Monday, April 25, 2005

Non tariff barriers to inter-emirate trade

Yesterday's labor roundup post pointed to an article saying that companies that use expatriate labor cannot sponsor a worker in one emirate and employ that worker in another. If the employees are assigned to work in another emirate, then the employer must gain that emirate's permission. Companies owned by nationals are exempt from the regulation.

Among the effects of this regulation is that it the companies less burdened by regulation (the companies owned by nationals) will gain a cost advantage over their competitors. This is one constituency that favors the regulation.

More broadly, the regulation is creating a non-tariff barrier to trade between emirates. Thus, single-location companies, whether owned by nationals or not, would like protection from companies that want to operate in several emirates.

Small emirates like Ajman may believe these sponsorship rules benefit their local companies. But in fact, the effect may be just the opposite. If the Ajman market is not large enough to support a company, then the application of these rules makes it likely that companies will not locate in Ajman. In any event, rather than encouraging direct investment in the U.A.E. the rule surely discourages it and distorts it.

I wonder if the rule applies to construction companies. Or to, say, catering companies who may want to compete for business in several emirates but have only one office.

Individual emirates may want to pursue independent immigration policies for other reasons besides trade. In particular, in a country that is 80% expatriate, some emirates may be more culturally sensitized than others to controlling expatriate numbers.

But it seems difficult to deny that a motive is the creation of barriers to trade. Some other examples non-tariff barriers to inter-emirate trade:

1. Taxis licensed in one emirate can drop off passengers in another emirate, but have to return empty. The twin cities of Sharjah and Dubai have discussed reciprocity eliminating this barrier to trade, but those talks have not resulted in agreement.

2. Major dumps exist on both sides of the Sharjah-Dubai city border.
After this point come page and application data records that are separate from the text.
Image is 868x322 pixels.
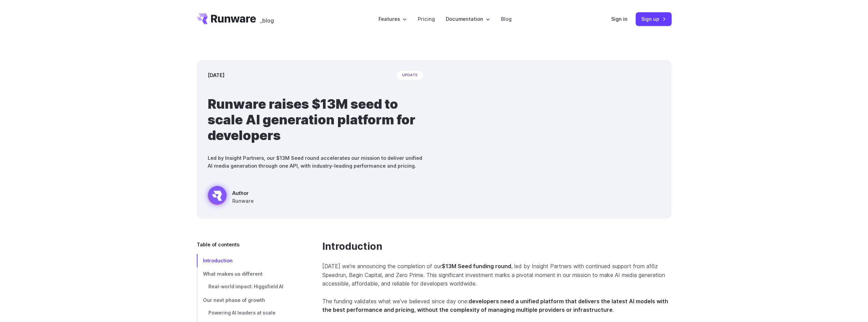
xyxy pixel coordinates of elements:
p: [DATE] we're announcing the completion of our , led by Insight Partners with continued support fr... [322,262,672,289]
span: Table of contents [197,241,239,248]
span: Powering AI leaders at scale [208,310,276,316]
span: What makes us different [203,271,262,277]
span: Runware [232,197,254,205]
strong: $13M Seed funding round [442,263,512,270]
span: Author [232,189,254,197]
a: Introduction [197,254,300,267]
label: Documentation [446,15,490,23]
a: Sign up [636,12,672,26]
label: Features [379,15,407,23]
strong: developers need a unified platform that delivers the latest AI models with the best performance a... [322,298,668,313]
a: Go to / [197,13,256,24]
a: Blog [501,15,512,23]
span: Our next phase of growth [203,297,265,303]
a: Our next phase of growth [197,293,300,306]
time: [DATE] [208,71,224,79]
a: Real-world impact: Higgsfield AI [197,281,300,293]
a: What makes us different [197,267,300,281]
a: Introduction [322,241,383,253]
span: Introduction [203,258,233,264]
span: Real-world impact: Higgsfield AI [208,284,283,289]
p: The funding validates what we've believed since day one: . [322,297,672,315]
span: update [397,71,423,80]
h1: Runware raises $13M seed to scale AI generation platform for developers [208,96,423,144]
a: Futuristic city scene with neon lights showing Runware announcement of $13M seed funding in large... [208,186,254,208]
span: _blog [260,18,274,23]
a: Pricing [418,15,435,23]
img: Futuristic city scene with neon lights showing Runware announcement of $13M seed funding in large... [434,60,672,219]
p: Led by Insight Partners, our $13M Seed round accelerates our mission to deliver unified AI media ... [208,154,423,170]
a: _blog [260,13,274,24]
a: Powering AI leaders at scale [197,306,300,320]
a: Sign in [611,15,627,23]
In addition to externalizing externalities, they stand in the way of adding more inter-emirate roads.

3. Some of the most significant traffic congestion in Sharjah or Dubai occurs at the Sharjah-Dubai border.
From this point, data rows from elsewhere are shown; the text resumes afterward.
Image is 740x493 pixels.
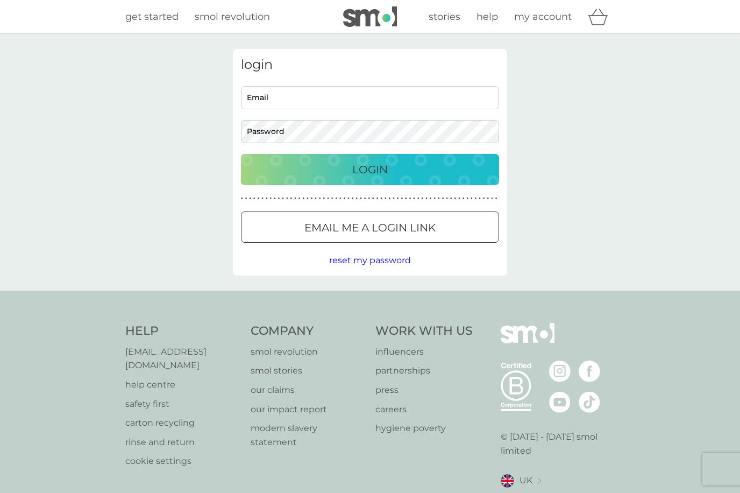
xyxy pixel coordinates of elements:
[483,196,485,201] p: ●
[496,196,498,201] p: ●
[241,211,499,243] button: Email me a login link
[305,219,436,236] p: Email me a login link
[291,196,293,201] p: ●
[549,391,571,413] img: visit the smol Youtube page
[335,196,337,201] p: ●
[348,196,350,201] p: ●
[125,11,179,23] span: get started
[488,196,490,201] p: ●
[514,11,572,23] span: my account
[307,196,309,201] p: ●
[266,196,268,201] p: ●
[251,364,365,378] a: smol stories
[467,196,469,201] p: ●
[455,196,457,201] p: ●
[125,9,179,25] a: get started
[125,435,240,449] a: rinse and return
[286,196,288,201] p: ●
[376,323,473,340] h4: Work With Us
[413,196,415,201] p: ●
[397,196,399,201] p: ●
[125,345,240,372] a: [EMAIL_ADDRESS][DOMAIN_NAME]
[323,196,326,201] p: ●
[343,6,397,27] img: smol
[418,196,420,201] p: ●
[352,196,354,201] p: ●
[251,383,365,397] a: our claims
[344,196,346,201] p: ●
[251,345,365,359] p: smol revolution
[125,323,240,340] h4: Help
[380,196,383,201] p: ●
[125,454,240,468] a: cookie settings
[463,196,465,201] p: ●
[477,11,498,23] span: help
[315,196,317,201] p: ●
[422,196,424,201] p: ●
[426,196,428,201] p: ●
[501,323,555,359] img: smol
[385,196,387,201] p: ●
[409,196,412,201] p: ●
[549,361,571,382] img: visit the smol Instagram page
[376,383,473,397] a: press
[475,196,477,201] p: ●
[376,364,473,378] p: partnerships
[501,474,514,488] img: UK flag
[430,196,432,201] p: ●
[195,9,270,25] a: smol revolution
[438,196,440,201] p: ●
[251,421,365,449] a: modern slavery statement
[405,196,407,201] p: ●
[434,196,436,201] p: ●
[278,196,280,201] p: ●
[458,196,461,201] p: ●
[479,196,481,201] p: ●
[520,474,533,488] span: UK
[429,9,461,25] a: stories
[251,323,365,340] h4: Company
[442,196,444,201] p: ●
[125,397,240,411] a: safety first
[299,196,301,201] p: ●
[588,6,615,27] div: basket
[302,196,305,201] p: ●
[249,196,251,201] p: ●
[125,416,240,430] a: carton recycling
[514,9,572,25] a: my account
[401,196,403,201] p: ●
[372,196,375,201] p: ●
[329,255,411,265] span: reset my password
[377,196,379,201] p: ●
[294,196,296,201] p: ●
[376,402,473,416] a: careers
[579,361,600,382] img: visit the smol Facebook page
[282,196,284,201] p: ●
[446,196,448,201] p: ●
[327,196,329,201] p: ●
[245,196,248,201] p: ●
[195,11,270,23] span: smol revolution
[270,196,272,201] p: ●
[501,430,616,457] p: © [DATE] - [DATE] smol limited
[352,161,388,178] p: Login
[393,196,395,201] p: ●
[429,11,461,23] span: stories
[241,57,499,73] h3: login
[376,345,473,359] a: influencers
[241,196,243,201] p: ●
[311,196,313,201] p: ●
[329,253,411,267] button: reset my password
[364,196,366,201] p: ●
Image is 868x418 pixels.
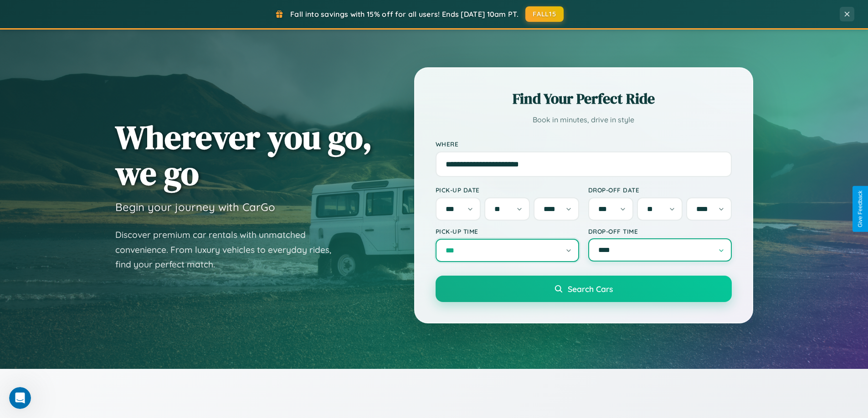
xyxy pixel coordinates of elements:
[435,186,579,194] label: Pick-up Date
[290,10,518,18] span: Fall into savings with 15% off for all users! Ends [DATE] 10am PT.
[435,140,732,148] label: Where
[435,227,579,235] label: Pick-up Time
[588,227,732,235] label: Drop-off Time
[857,191,863,227] div: Give Feedback
[115,227,343,272] p: Discover premium car rentals with unmatched convenience. From luxury vehicles to everyday rides, ...
[525,6,563,22] button: FALL15
[435,89,732,109] h2: Find Your Perfect Ride
[115,119,372,191] h1: Wherever you go, we go
[9,387,31,409] iframe: Intercom live chat
[588,186,732,194] label: Drop-off Date
[568,284,613,294] span: Search Cars
[435,276,732,302] button: Search Cars
[435,113,732,126] p: Book in minutes, drive in style
[115,201,275,214] h3: Begin your journey with CarGo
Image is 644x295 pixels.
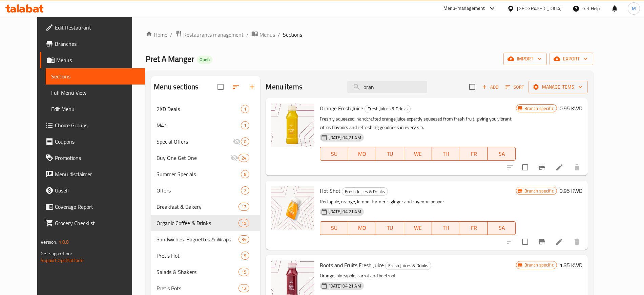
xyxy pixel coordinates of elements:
[58,238,69,247] span: 1.0.0
[349,221,376,235] button: MO
[151,215,260,231] div: Organic Coffee & Drinks19
[343,188,387,195] span: Fresh Juices & Drinks
[509,55,542,63] span: import
[488,147,516,161] button: SA
[320,147,348,161] button: SU
[252,30,275,39] a: Menus
[506,83,524,91] span: Sort
[239,269,249,276] span: 15
[151,117,260,134] div: M411
[320,186,341,196] span: Hot Shot
[157,284,239,292] div: Pret's Pots
[151,264,260,280] div: Salads & Shakers15
[490,223,513,232] span: SA
[40,166,144,183] a: Menu disclaimer
[40,36,144,52] a: Branches
[271,186,315,229] img: Hot Shot
[241,105,250,113] div: items
[244,79,260,95] button: Add section
[518,234,533,249] span: Select to update
[157,154,230,162] div: Buy One Get One
[239,203,250,210] div: items
[40,19,144,36] a: Edit Restaurant
[444,4,485,13] div: Menu-management
[239,284,250,292] div: items
[560,103,582,113] h6: 0.95 KWD
[151,183,260,199] div: Offers2
[146,52,194,67] span: Pret A Manger
[151,166,260,183] div: Summer Specials8
[326,134,364,141] span: [DATE] 04:21 AM
[41,249,72,258] span: Get support on:
[230,154,239,162] svg: Inactive section
[55,219,139,227] span: Grocery Checklist
[241,170,250,178] div: items
[239,155,249,161] span: 24
[157,268,239,276] span: Salads & Shakers
[157,186,241,194] span: Offers
[46,68,144,85] a: Sections
[518,161,533,174] span: Select to update
[157,170,241,178] div: Summer Specials
[320,271,516,280] p: Orange, pineapple, carrot and beetroot
[40,134,144,150] a: Coupons
[320,198,516,206] p: Red apple, orange, lemon, turmeric, ginger and cayenne pepper
[320,221,348,235] button: SU
[365,105,410,112] span: Fresh Juices & Drinks
[170,30,172,39] li: /
[151,248,260,264] div: Pret's Hot9
[342,188,388,195] div: Fresh Juices & Drinks
[46,85,144,101] a: Full Menu View
[504,52,547,65] button: import
[460,221,488,235] button: FR
[379,223,401,232] span: TU
[151,134,260,150] div: Special Offers0
[151,150,260,166] div: Buy One Get One24
[376,221,404,235] button: TU
[51,73,139,80] span: Sections
[41,238,57,247] span: Version:
[241,123,249,128] span: 1
[404,147,432,161] button: WE
[379,149,401,159] span: TU
[151,199,260,215] div: Breakfast & Bakery17
[266,82,303,92] h2: Menu items
[157,203,239,210] div: Breakfast & Bakery
[365,105,411,113] div: Fresh Juices & Drinks
[320,260,384,270] span: Roots and Fruits Fresh Juice
[555,163,564,172] a: Edit menu item
[241,138,250,145] div: items
[55,203,139,210] span: Coverage Report
[176,30,244,39] a: Restaurants management
[40,52,144,68] a: Menus
[40,183,144,199] a: Upsell
[154,82,198,92] h2: Menu sections
[55,138,139,145] span: Coupons
[522,262,557,268] span: Branch specific
[239,235,250,243] div: items
[465,79,479,94] span: Select section
[246,30,249,39] li: /
[479,82,501,92] button: Add
[283,30,302,39] span: Sections
[488,221,516,235] button: SA
[320,103,363,113] span: Orange Fresh Juice
[55,24,139,31] span: Edit Restaurant
[323,149,345,159] span: SU
[407,223,430,232] span: WE
[228,79,244,95] span: Sort sections
[632,5,636,12] span: M
[157,219,239,227] div: Organic Coffee & Drinks
[157,235,239,243] div: Sandwiches, Baguettes & Wraps
[349,147,376,161] button: MO
[432,221,460,235] button: TH
[241,171,249,178] span: 8
[241,121,250,129] div: items
[560,260,582,270] h6: 1.35 KWD
[528,81,588,93] button: Manage items
[351,223,374,232] span: MO
[55,154,139,162] span: Promotions
[183,30,244,39] span: Restaurants management
[157,105,241,113] div: 2KD Deals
4. Where additional connecting roads could be built they have not been built. An additional belt road has been constructed, but it is sufficiently far out from developed areas that few people use it.

5. Additional industrial development is occurring on both side of this border that will be in the way of any inter-emirate exchange.

As I stated in one of my very first posts, the U.A.E. suffers from same weaknesses the U.S. did under the Articles of Confederation. These weaknesses drove the design and adoption of the U.S. Constitution, especially the commerce clause.

This Andrew Coyne article from 1990 gives a nice brief, from a Canadian perspective, of the problems of federations, and the lessons that can be drawn from the design of the U.S. Constitution.